Justices appear dubious of challenge to constitutionality of foreclosure sales [View all]

Source: SCOTUS Blog

The argument yesterday in Pung v Isabella County had two distinct threads. On the one hand, the justices who discussed the question presented seemed to have no doubt that they would reject the idea that the customary practice of selling real estate at an auction to recover delinquent taxes amounts to a taking without just compensation. On the other hand, multiple justices were incensed at what appeared to them to be the high-handed treatment of the taxpayer by the local government.

On the legal question, the complaint of the taxpayer (Michael Pung) is that when the county sold his property at a foreclosure sale based on unpaid taxes, the price at the foreclosure sale was less than the fair-market value of the property. In his view, that means that the takings clause of the Fifth Amendment (that “private property” shall not “be taken for public use, without just compensation”) requires the county to compensate him for the shortfall – to write him a check for the difference between the fair-market value of the property (estimated by an appraiser) and the price it sold for when the county auctioned it at a public sale.

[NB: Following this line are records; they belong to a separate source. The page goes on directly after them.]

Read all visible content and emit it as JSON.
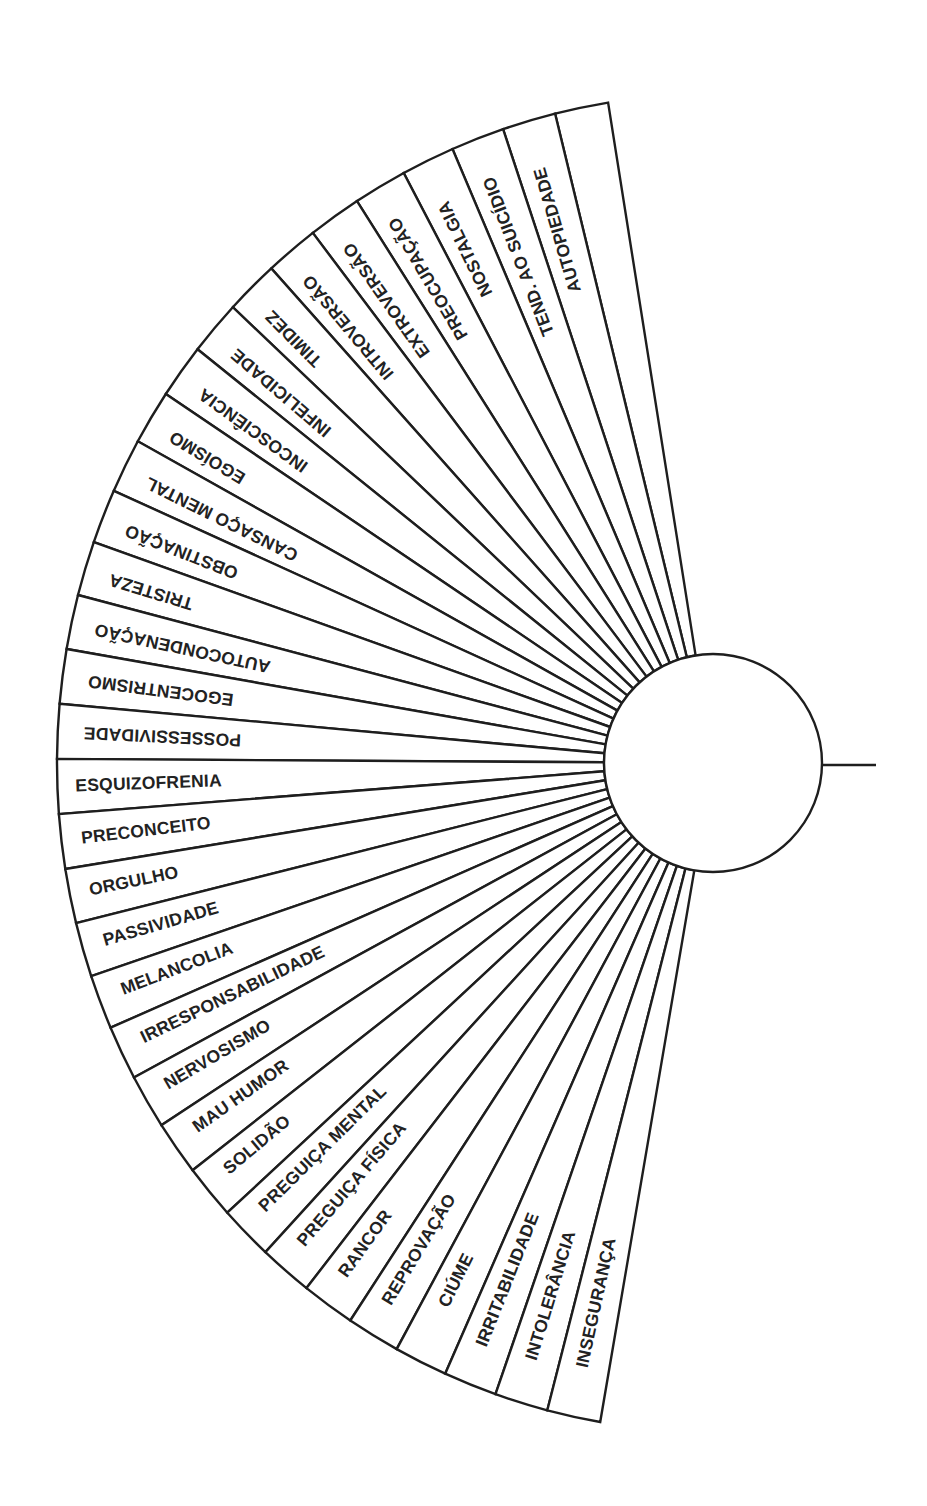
{
  "diagram": {
    "type": "radial-fan-chart",
    "colors": {
      "line": "#1e1e1e",
      "text": "#222222",
      "background": "#ffffff"
    },
    "geometry": {
      "center": [
        713,
        763
      ],
      "outer_rx": 656,
      "outer_ry": 669,
      "hub_radius": 109,
      "start_angle_deg": 260.8,
      "end_angle_deg": 99.9,
      "pointer_line": {
        "x1": 822,
        "x2": 876,
        "y": 765
      }
    },
    "sectors": [
      {
        "label": "",
        "inset": 40
      },
      {
        "label": "AUTOPIEDADE",
        "inset": 48
      },
      {
        "label": "TEND. AO SUICÍDIO",
        "inset": 40
      },
      {
        "label": "NOSTALGIA",
        "inset": 44
      },
      {
        "label": "PREOCUPAÇÃO",
        "inset": 34
      },
      {
        "label": "EXTROVERSÃO",
        "inset": 30
      },
      {
        "label": "INTROVERSÃO",
        "inset": 30
      },
      {
        "label": "TIMIDEZ",
        "inset": 30
      },
      {
        "label": "INFELICIDADE",
        "inset": 30
      },
      {
        "label": "INCOSCIÊNCIA",
        "inset": 28
      },
      {
        "label": "EGOÍSMO",
        "inset": 26
      },
      {
        "label": "CANSAÇO MENTAL",
        "inset": 26
      },
      {
        "label": "OBSTINAÇÃO",
        "inset": 26
      },
      {
        "label": "TRISTEZA",
        "inset": 26
      },
      {
        "label": "AUTOCONDENAÇÃO",
        "inset": 24
      },
      {
        "label": "EGOCENTRISMO",
        "inset": 26
      },
      {
        "label": "POSSESSIVIDADE",
        "inset": 26
      },
      {
        "label": "ESQUIZOFRENIA",
        "inset": 18
      },
      {
        "label": "PRECONCEITO",
        "inset": 20
      },
      {
        "label": "ORGULHO",
        "inset": 20
      },
      {
        "label": "PASSIVIDADE",
        "inset": 22
      },
      {
        "label": "MELANCOLIA",
        "inset": 24
      },
      {
        "label": "IRRESPONSABILIDADE",
        "inset": 24
      },
      {
        "label": "NERVOSISMO",
        "inset": 24
      },
      {
        "label": "MAU HUMOR",
        "inset": 26
      },
      {
        "label": "SOLIDÃO",
        "inset": 26
      },
      {
        "label": "PREGUIÇA MENTAL",
        "inset": 28
      },
      {
        "label": "PREGUIÇA FÍSICA",
        "inset": 30
      },
      {
        "label": "RANCOR",
        "inset": 32
      },
      {
        "label": "REPROVAÇÃO",
        "inset": 34
      },
      {
        "label": "CIÚME",
        "inset": 60
      },
      {
        "label": "IRRITABILIDADE",
        "inset": 40
      },
      {
        "label": "INTOLERÂNCIA",
        "inset": 44
      },
      {
        "label": "INSEGURANÇA",
        "inset": 50
      }
    ]
  }
}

During oral argument, the justices identified several difficulties with Pung’s position. For one thing, Pung is challenging the constitutionality of something that pretty routinely has been going on in every American jurisdiction since before the adoption of the Constitution. So it wasn’t entirely unfair of Justice Clarence Thomas to ask Philip Ellison (Pung’s counsel), in the first question of the morning, what he would “do with the fact that the English and American legal traditions seem to permit these sorts of foreclosures?” In a similar vein, Justice Sonia Sotomayor challenged Ellison to “[g]ive me a holding from a court in our 250-year history where we have said that the measure … on a tax foreclosure is fair market value, not the auction price.”

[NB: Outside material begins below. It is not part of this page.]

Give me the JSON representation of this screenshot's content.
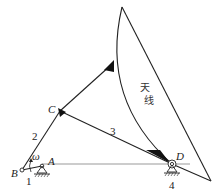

Another issue, related to the first one, is that accepting Pung’s position probably would bring an end to the use of foreclosure sales to force the payment of taxes. As Justice Elena Kagan pointed out, repeatedly, the logic of Pung’s position is that when the government has sold the property of the delinquent taxpayer at an auction, then, in the normal case where the distressed sale at an auction does not produce the fair market value, the jurisdiction would have to come out of pocket and use other funds to repay the delinquent taxpayer for the “shortage” at the sale. Justices Ketanji Brown Jackson and Amy Coney Barrett seemed particularly taken with this problem, finding it unfair to suggest that other taxpayers, the ones that are not delinquent, should have their taxes paid to compensate those that refused to pay their own taxes. As Jackson commented, it “seems like real unfairness” to “the rest of the American people, that we are paying you because you didn’t pay your taxes and the government had to foreclose on your house.”